Ecclesiastes 2:18–24 — The Fruits of Toil

And I detested all the fruits of my toil under the sun, because I must leave them to the one who is to come after me. And who knows whether that one will be wise or a fool? Yet that one will take control of all the fruits of my toil and wisdom under the sun. This also is vanity.

So my heart turned to despair over all the fruits of my toil under the sun. For here is one who has toiled with wisdom and knowledge and skill, and that one’s legacy must be left to another who has not toiled for it. This also is vanity and a great evil.

For what profit comes to mortals from all the toil and anxiety of heart with which they toil under the sun? Every day sorrow and grief are their occupation; even at night their hearts are not at rest. This also is vanity.

There is nothing better for mortals than to eat and drink and provide themselves with good things from their toil. Even this, I saw, is from the hand of God.

— Ecclesiastes 2:18–24 (NABRE)


Note

The Preacher has done the Machine thing — accumulated wisdom, labor, and wealth — and arrived at exhaustion. The fruits belong to someone else. The nights are restless. The grief is constant.

His conclusion is not to stop working. It is to reconnect the act of labor to the satisfaction of labor: eat, drink, find good things in your own toil.

The Machine severs this connection. You labor; the output belongs to the system, the owner, the algorithm, the heir. What remains is toil without return — vanity and a great evil.

The alternative the Preacher points toward is the same one Huxley names from Pala and the Tao names from the wisely governed country: enjoy the labor of your hands. Not the fruits accumulated. The doing itself.

There is nothing better for mortals than to eat and drink and provide themselves with good things from their toil.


> Work to complete
Report every line of the records that includes the word "will".
.....
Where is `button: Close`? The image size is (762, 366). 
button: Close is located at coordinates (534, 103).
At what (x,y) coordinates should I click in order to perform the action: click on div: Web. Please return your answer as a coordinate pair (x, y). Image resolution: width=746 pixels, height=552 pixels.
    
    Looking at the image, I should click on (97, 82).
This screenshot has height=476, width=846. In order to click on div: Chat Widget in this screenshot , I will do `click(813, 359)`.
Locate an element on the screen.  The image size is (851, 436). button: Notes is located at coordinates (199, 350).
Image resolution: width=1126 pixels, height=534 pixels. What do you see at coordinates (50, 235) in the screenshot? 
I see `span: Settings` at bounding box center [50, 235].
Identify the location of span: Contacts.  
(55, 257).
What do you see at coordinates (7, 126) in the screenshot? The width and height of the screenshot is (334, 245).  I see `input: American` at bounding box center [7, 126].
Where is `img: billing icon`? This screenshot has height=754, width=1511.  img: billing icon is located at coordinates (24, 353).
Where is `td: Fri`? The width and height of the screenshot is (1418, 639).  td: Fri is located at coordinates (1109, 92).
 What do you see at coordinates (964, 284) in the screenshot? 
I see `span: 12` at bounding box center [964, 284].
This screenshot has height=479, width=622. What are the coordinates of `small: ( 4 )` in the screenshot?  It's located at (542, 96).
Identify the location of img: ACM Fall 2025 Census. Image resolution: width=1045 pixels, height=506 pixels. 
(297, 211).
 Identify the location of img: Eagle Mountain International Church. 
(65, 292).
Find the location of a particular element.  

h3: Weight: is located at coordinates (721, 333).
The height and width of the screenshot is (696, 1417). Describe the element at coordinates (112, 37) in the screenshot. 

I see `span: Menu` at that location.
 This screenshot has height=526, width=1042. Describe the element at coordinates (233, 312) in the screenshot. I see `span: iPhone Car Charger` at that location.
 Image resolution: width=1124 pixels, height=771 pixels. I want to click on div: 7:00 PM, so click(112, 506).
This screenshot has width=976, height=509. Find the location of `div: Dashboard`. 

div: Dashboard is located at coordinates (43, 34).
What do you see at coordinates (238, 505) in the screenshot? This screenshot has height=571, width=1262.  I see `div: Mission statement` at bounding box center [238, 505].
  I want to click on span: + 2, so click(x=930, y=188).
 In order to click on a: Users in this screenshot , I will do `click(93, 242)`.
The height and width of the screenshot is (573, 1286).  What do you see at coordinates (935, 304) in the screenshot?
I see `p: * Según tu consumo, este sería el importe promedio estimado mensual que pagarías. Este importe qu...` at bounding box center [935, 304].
.....
> Answer to the exercise
This screenshot has height=476, width=846. In order to click on div: Chat Widget in this screenshot , I will do `click(813, 359)`.
 In order to click on a: Users in this screenshot , I will do `click(93, 242)`.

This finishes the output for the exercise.